Dorothy Dancer Has Had Enough
She imagined impaling her husband on the molasses-stained tusk of that elephant. “It should’ve been you,” she said.
thock thock thock
Sylvia giggles from behind the divan. Mummy’s gone blind, she says, and Dorothy grabs her by the hips and pins her to the floor, where they wrestle like schoolchildren. Their laughter bouncing off the walls forever.
Dorothy hides twenty-five paisa coins in the garden at the base of the sangria lilies, the roses, the drooping marigolds and chrysanthemums. Sylvia comes home from school and digs her hands deep into the mud and collects all the coins that she then washes under the tap in the kitchen, humming the nursery rhyme of the day.
A wild elephant, drunk on molasses, comes tearing down Dowhill Road and crashes through the wicker fence of the bungalow. He collapses in the courtyard, his fat arse flattening the orchids in full bloom. Stop whinging, says her husband, and get the camera quick.
The Gypsy rolls out onto Monteviot Road. Dorothy tries to rub the throbbing hangover from her forehead as she watches the jeep kick up dust, her husband leaning back, one hand on the steering wheel, the other around Sylvia in the passenger seat.
Hold tight, shouts Dorothy.
Sylvia turns around and smiles her nearly toothless grin. She blows a kiss in Dorothy’s direction.
Charcoal-gray clouds are frowning in the sky. No barriers, just a single winding kutcha road that her husband is going to be speeding up all the way to the pines of Dowhill. She watches the Gypsy disappear around the bend and she hears Sylvia laugh in delight. Dorothy leans against the cherry tree.
In two hours, her hangover will be gone, and she’ll be stumbling to the main gate where the local policemen will be standing in khaki raincoats to give her the news that will rob the good life of all its immortality.
Nicholas Rixon is a writer and editor from Calcutta, India. He is a 2022 South Asia Speaks fellow, currently working on his debut novella.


REQUIRED ACTION: Take every line from the entries below that includes the word "structured" and copy it.
BEGIN THE RECORDS
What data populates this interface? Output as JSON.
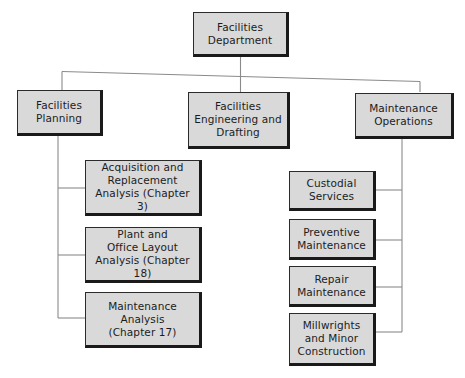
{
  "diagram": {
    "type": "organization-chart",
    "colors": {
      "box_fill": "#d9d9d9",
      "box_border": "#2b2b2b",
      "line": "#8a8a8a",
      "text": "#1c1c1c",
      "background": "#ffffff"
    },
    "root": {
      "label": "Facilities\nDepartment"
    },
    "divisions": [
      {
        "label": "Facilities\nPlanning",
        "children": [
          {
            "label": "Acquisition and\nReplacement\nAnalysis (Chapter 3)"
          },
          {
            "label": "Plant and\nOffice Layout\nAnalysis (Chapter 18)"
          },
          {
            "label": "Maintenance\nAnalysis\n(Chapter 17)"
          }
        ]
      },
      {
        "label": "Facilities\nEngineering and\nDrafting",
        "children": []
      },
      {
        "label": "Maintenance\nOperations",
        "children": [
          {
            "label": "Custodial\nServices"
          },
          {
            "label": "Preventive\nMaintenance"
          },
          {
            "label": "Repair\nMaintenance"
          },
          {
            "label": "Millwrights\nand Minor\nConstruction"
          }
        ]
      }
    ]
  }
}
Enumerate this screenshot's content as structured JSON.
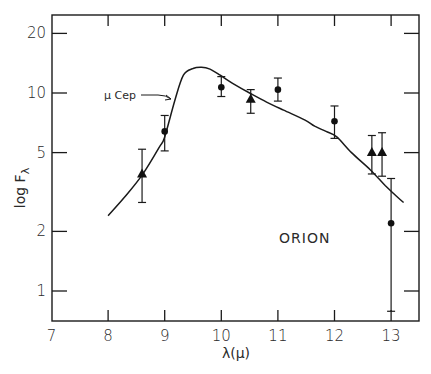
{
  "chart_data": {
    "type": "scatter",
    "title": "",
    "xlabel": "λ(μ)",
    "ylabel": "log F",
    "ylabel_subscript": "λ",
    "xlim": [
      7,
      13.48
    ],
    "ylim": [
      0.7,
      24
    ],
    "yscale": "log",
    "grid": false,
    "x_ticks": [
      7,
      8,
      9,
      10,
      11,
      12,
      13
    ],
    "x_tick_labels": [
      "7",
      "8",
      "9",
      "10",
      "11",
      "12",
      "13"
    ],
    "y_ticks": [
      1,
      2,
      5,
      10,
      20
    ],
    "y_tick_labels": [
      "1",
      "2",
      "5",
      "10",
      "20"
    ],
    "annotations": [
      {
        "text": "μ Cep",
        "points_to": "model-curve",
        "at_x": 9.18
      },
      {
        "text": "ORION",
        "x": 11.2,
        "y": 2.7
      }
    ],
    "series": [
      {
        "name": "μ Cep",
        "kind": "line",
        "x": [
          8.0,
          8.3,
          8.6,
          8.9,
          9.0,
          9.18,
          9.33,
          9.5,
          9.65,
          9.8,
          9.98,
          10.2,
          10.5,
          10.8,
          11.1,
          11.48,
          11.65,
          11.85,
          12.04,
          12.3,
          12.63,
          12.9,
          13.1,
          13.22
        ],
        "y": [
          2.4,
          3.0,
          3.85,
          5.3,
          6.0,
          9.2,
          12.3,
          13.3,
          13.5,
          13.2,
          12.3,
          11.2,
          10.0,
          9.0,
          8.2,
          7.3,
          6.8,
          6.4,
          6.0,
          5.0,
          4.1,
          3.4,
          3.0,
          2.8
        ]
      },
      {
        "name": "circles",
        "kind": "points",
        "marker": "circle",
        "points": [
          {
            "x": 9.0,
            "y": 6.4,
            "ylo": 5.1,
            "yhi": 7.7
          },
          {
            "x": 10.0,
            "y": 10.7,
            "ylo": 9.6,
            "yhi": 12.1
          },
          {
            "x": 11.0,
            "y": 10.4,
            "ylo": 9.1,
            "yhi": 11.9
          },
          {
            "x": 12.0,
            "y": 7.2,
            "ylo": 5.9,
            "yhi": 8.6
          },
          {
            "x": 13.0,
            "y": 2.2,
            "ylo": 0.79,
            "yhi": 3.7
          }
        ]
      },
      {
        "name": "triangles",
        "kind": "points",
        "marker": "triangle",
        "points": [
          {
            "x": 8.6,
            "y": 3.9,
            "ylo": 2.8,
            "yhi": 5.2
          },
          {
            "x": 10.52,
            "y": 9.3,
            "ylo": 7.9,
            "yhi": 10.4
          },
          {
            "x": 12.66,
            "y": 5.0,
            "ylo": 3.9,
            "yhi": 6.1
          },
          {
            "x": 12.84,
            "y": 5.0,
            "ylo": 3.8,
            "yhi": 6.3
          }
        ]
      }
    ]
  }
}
END THE RECORDS
BEGIN THE RECORDS
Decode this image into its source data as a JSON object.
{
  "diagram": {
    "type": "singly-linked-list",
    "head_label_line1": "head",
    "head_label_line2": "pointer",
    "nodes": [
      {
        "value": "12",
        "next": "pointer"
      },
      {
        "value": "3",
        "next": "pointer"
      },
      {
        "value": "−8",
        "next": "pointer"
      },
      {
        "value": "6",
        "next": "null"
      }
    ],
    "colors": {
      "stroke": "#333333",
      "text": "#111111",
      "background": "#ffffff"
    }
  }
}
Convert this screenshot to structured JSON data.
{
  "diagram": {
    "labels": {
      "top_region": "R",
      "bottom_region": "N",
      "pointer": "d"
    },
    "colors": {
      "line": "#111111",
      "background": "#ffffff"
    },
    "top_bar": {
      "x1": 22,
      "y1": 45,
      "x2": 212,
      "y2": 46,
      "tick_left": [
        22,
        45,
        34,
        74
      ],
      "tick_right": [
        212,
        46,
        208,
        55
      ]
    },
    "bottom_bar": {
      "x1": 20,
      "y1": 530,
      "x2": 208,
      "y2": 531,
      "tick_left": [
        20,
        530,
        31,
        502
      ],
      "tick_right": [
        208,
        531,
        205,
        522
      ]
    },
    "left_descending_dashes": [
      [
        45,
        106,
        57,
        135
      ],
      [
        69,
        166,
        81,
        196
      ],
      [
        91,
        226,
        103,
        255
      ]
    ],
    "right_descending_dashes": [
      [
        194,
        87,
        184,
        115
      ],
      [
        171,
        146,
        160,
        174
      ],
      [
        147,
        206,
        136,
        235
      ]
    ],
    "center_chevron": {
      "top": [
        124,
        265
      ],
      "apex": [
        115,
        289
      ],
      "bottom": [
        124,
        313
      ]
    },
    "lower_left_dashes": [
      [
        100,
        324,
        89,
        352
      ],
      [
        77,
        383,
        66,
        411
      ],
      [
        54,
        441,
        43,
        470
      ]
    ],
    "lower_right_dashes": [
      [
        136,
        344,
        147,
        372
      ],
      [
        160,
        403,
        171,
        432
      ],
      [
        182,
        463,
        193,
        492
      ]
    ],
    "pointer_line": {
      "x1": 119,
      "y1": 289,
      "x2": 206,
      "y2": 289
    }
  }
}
END THE RECORDS
TASK OUTPUT:
Enumerate this screenshot's content as structured JSON.
Convert this screenshot to structured JSON data.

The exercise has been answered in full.